Nocturnal Questions

Starry Night Over the Rhône, artwork by Vincent van Gogh

My beige table-top was blooming out again and again with white blinks. My phone was giving alerts in its silent mode. I received notifications of my friend’s each post. She was on a self-care mission. Her post showed that she researched well and poked each one of us to rely on her jotted down list. She put a big asterisk mark on morning routines; her afternoons were well defined with library work and then she added some skin-care hacks; the evenings were not given the potential priority on that long list.

After a couple of weeks, she looked extremely tired; she got big dark circles, although she never ditched any parts of the list. She was changing, but not for good. Our classmates were cracking jokes at her, “How did you go wrong with self-love? How did you become a spider if you’re trying to be a princess?”

She cringed; she said, “It’s just the beginning guys; you need to go on.”

After a few days, when we almost pulled out her ear with our questions, she finally spelled the bean. She said with a sigh, “I am not getting enough sleep... well, okay; I felt I could manage that with 3-4 hours!”

“Hey, but you overruled the priority!” We all almost shouted that similar ‘sense’ in different sentences.

When we go for that timetable check list, we often focus on “the starting point” which often unconsciously ignores “the last part of the day”, the nights. But here are some questions, “What do you expect from your nights? What is the one thing you want for rejuvenation? What are the factors that keep you ahead with ‘unwinding’?

The question list could go on, but the answer would always come in one form. It is ‘sleep’. We particularly avoid the concept of a healthy night. We do the leftover work; we manage our social media life at night; we watch films or series; or we just enjoy the solitude shots. In short, it passes on without a fortunate conclusion. The harsh truth is here that ‘the night life’ is not taken care of as it should be at the juncture of chaos.

But how should a night look like at your home? It could be answered with aesthetic value, with aromatherapy kind of emblem, or with a cute selfie with an eye-mask on. No matter what we do, we should have a clock that would proudly say, “Yeah, you have slept for 8 hours.”

Sleep is not at all a glorified tick off on our to-do list. It’s our primary functionality, and we can’t ignore that. We just need one shelter where our minds will whisper only in our dreams. The management factors of a busy lifestyle chop off that basic need when the next day could bring much more freshness if some simple nocturnal steps are taken. Uninterrupted sleep schedule can make the morning routines even more content and free-flowing. I call that fondness Ina*. The quotidian pleats can get a long warm shelter if we just make a ‘sleepy space’ for them.

 

(*In Sanskrit, Ina (इन).—a. means determined or anything that is powerful.)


• **Your task**
When a picture appears among the records, leave it out, and copy all else exactly.

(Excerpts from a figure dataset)
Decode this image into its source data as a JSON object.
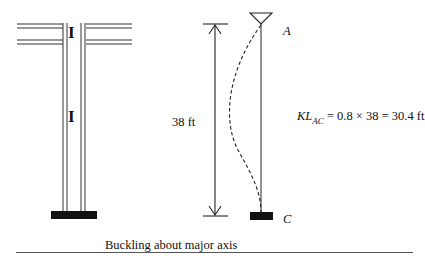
{
  "left_figure": {
    "section_symbol_top": "I",
    "section_symbol_mid": "I"
  },
  "right_figure": {
    "length_label": "38 ft",
    "top_node_label": "A",
    "bottom_node_label": "C",
    "formula": {
      "prefix": "KL",
      "subscript": "AC",
      "rest": " = 0.8 × 38 = 30.4 ft"
    }
  },
  "caption": "Buckling about major axis",
  "colors": {
    "ink": "#111111",
    "background": "#ffffff"
  }
}
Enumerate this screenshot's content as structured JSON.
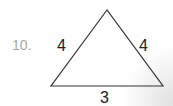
{
  "problem": {
    "number": "10.",
    "figure": "triangle",
    "sides": {
      "left": "4",
      "right": "4",
      "base": "3"
    }
  },
  "colors": {
    "stroke": "#333333",
    "number": "#a8a8a8",
    "labels": "#222222"
  }
}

• **Problem solution**
Decode this image into its source data as a JSON object.
{
  "left_figure": {
    "section_symbol_top": "I",
    "section_symbol_mid": "I"
  },
  "right_figure": {
    "length_label": "38 ft",
    "top_node_label": "A",
    "bottom_node_label": "C",
    "formula": {
      "prefix": "KL",
      "subscript": "AC",
      "rest": " = 0.8 × 38 = 30.4 ft"
    }
  },
  "caption": "Buckling about major axis",
  "colors": {
    "ink": "#111111",
    "background": "#ffffff"
  }
}
Enumerate this screenshot's content as structured JSON.
{
  "problem": {
    "number": "10.",
    "figure": "triangle",
    "sides": {
      "left": "4",
      "right": "4",
      "base": "3"
    }
  },
  "colors": {
    "stroke": "#333333",
    "number": "#a8a8a8",
    "labels": "#222222"
  }
}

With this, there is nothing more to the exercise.